While most children are awaiting a visit from Santa this Christmas, more than 230 children are waiting for something else: a life-saving organ transplant.
Currently, there is a significant lack of child organ donors, resulting in children and their families waiting for a life-saving donation that sometimes will never come.
In a bid to raise vital awareness of the need for more child organ donors, integrated marketing agency Wunderman Thompson UK and NHS Blood & Transplant are launching Waiting to Live — a campaign that will see the children transformed into handmade dolls placed in waiting rooms across the country.
Launching 21 November, the campaign will promote conversations around paediatric organ donation and encourage more parents to consider adding their children to the register. More than 230 dolls have been handmade by over 140 makers. Many of the dolls are based on real children on the waiting list.
Laura Saraiva and Charli Plant, creative leads behind the campaign at Wunderman Thompson UK, said: ‘This has been one of the most emotionally challenging but most rewarding campaigns we have ever worked on. Children on the transplant list wait for months, sometimes years, but this isn’t something that many people are aware of.
In 2021/22, just 52% of families who were approached about organ donation gave consent for their child’s organs to be donated.

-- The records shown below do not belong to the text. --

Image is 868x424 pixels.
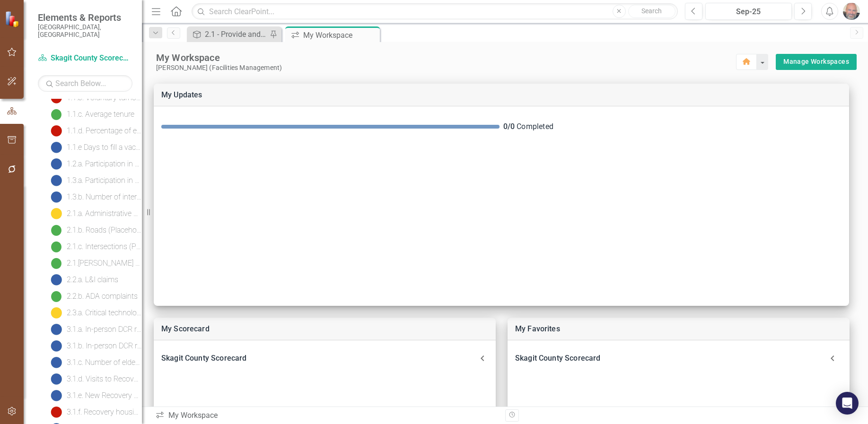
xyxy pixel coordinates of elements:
[189,28,267,40] a: 2.1 - Provide and protect County infrastructure for to support resiliency, sustainability, and we...
[48,190,142,205] a: 1.3.b. Number of internal promotions
[48,173,142,188] a: 1.3.a. Participation in County Connects Activities
[507,347,849,368] div: Skagit County Scorecard
[51,108,62,120] img: On Target
[503,121,841,132] div: Completed
[48,256,142,271] a: 2.1.[PERSON_NAME] (Placeholder)
[5,11,21,27] img: ClearPoint Strategy
[155,410,498,421] div: My Workspace
[48,404,142,419] a: 3.1.f. Recovery housing beds
[67,292,138,300] div: 2.2.b. ADA complaints
[51,125,62,136] img: Below Plan
[67,209,142,218] div: 2.1.a. Administrative office space
[48,272,118,287] a: 2.2.a. L&I claims
[783,56,849,67] a: Manage Workspaces
[156,52,736,64] div: My Workspace
[67,193,142,201] div: 1.3.b. Number of internal promotions
[641,7,661,15] span: Search
[161,324,210,333] a: My Scorecard
[67,242,142,251] div: 2.1.c. Intersections (Placeholder)
[708,6,789,17] div: Sep-25
[205,28,267,40] div: 2.1 - Provide and protect County infrastructure for to support resiliency, sustainability, and we...
[161,351,477,365] div: Skagit County Scorecard
[67,309,142,317] div: 2.3.a. Critical technology replacement
[515,351,823,365] div: Skagit County Scorecard
[192,3,677,20] input: Search ClearPoint...
[842,3,860,20] img: Ken Hansen
[48,322,142,337] a: 3.1.a. In-person DCR responses
[51,373,62,385] img: No Information
[67,358,142,367] div: 3.1.c. Number of elderly/disabled First Step residents placed into adult family homes or other su...
[67,276,118,284] div: 2.2.a. L&I claims
[38,12,132,23] span: Elements & Reports
[51,357,62,368] img: No Information
[67,143,142,151] div: 1.1.e Days to fill a vacant position from time closed
[67,375,142,383] div: 3.1.d. Visits to Recovery Cafe
[48,223,142,238] a: 2.1.b. Roads (Placeholder)
[515,324,560,333] a: My Favorites
[67,342,142,350] div: 3.1.b. In-person DCR responses in the field
[628,5,675,18] button: Search
[48,206,142,221] a: 2.1.a. Administrative office space
[51,340,62,351] img: No Information
[38,53,132,64] a: Skagit County Scorecard
[48,305,142,320] a: 2.3.a. Critical technology replacement
[48,107,134,122] a: 1.1.c. Average tenure
[51,324,62,335] img: No Information
[67,176,142,184] div: 1.3.a. Participation in County Connects Activities
[67,226,142,234] div: 2.1.b. Roads (Placeholder)
[51,307,62,318] img: Caution
[51,158,62,169] img: No Information
[776,54,856,70] button: Manage Workspaces
[51,258,62,269] img: On Target
[67,110,134,118] div: 1.1.c. Average tenure
[51,191,62,202] img: No Information
[503,121,514,132] div: 0 / 0
[303,29,377,41] div: My Workspace
[48,239,142,254] a: 2.1.c. Intersections (Placeholder)
[705,3,792,20] button: Sep-25
[67,160,142,168] div: 1.2.a. Participation in Wellness Committee/Activities
[51,406,62,418] img: Below Plan
[48,355,142,370] a: 3.1.c. Number of elderly/disabled First Step residents placed into adult family homes or other su...
[48,124,142,139] a: 1.1.d. Percentage of employees evaluated annually
[776,54,856,70] div: split button
[48,388,142,403] a: 3.1.e. New Recovery Cafe members
[48,289,138,304] a: 2.2.b. ADA complaints
[51,175,62,186] img: No Information
[67,126,142,135] div: 1.1.d. Percentage of employees evaluated annually
[48,371,142,386] a: 3.1.d. Visits to Recovery Cafe
[38,75,132,92] input: Search Below...
[161,90,203,99] a: My Updates
[51,224,62,235] img: On Target
[48,140,142,155] a: 1.1.e Days to fill a vacant position from time closed
[51,241,62,252] img: On Target
[67,391,142,400] div: 3.1.e. New Recovery Cafe members
[51,274,62,285] img: No Information
[67,408,142,416] div: 3.1.f. Recovery housing beds
[51,291,62,302] img: On Target
[51,208,62,219] img: Caution
[67,259,142,267] div: 2.1.[PERSON_NAME] (Placeholder)
[48,338,142,353] a: 3.1.b. In-person DCR responses in the field
[48,157,142,172] a: 1.2.a. Participation in Wellness Committee/Activities
[67,325,142,334] div: 3.1.a. In-person DCR responses
[51,390,62,401] img: No Information
[38,23,132,39] small: [GEOGRAPHIC_DATA], [GEOGRAPHIC_DATA]
[156,64,736,72] div: [PERSON_NAME] (Facilities Management)
[51,142,62,153] img: No Information
[835,392,858,414] div: Open Intercom Messenger
[154,347,496,368] div: Skagit County Scorecard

This represented just 40 organ donors under the age of 18.
Waiting to Live builds on the Consider This campaign launched in September, which used radio and press to make a powerful appeal on behalf of the parents of three-year-old Ralph, who is waiting for a multi-organ transplant. Katie, Ralph’s mother, is an employee at Wunderman Thompson.
Each doll will be wearing a badge with QR codes that links through to a dedicated campaign site, built by the Wunderman Thompson team, which allows people to listen to the stories of children who are waiting and sign their own children up for the NHS Organ Donor Register.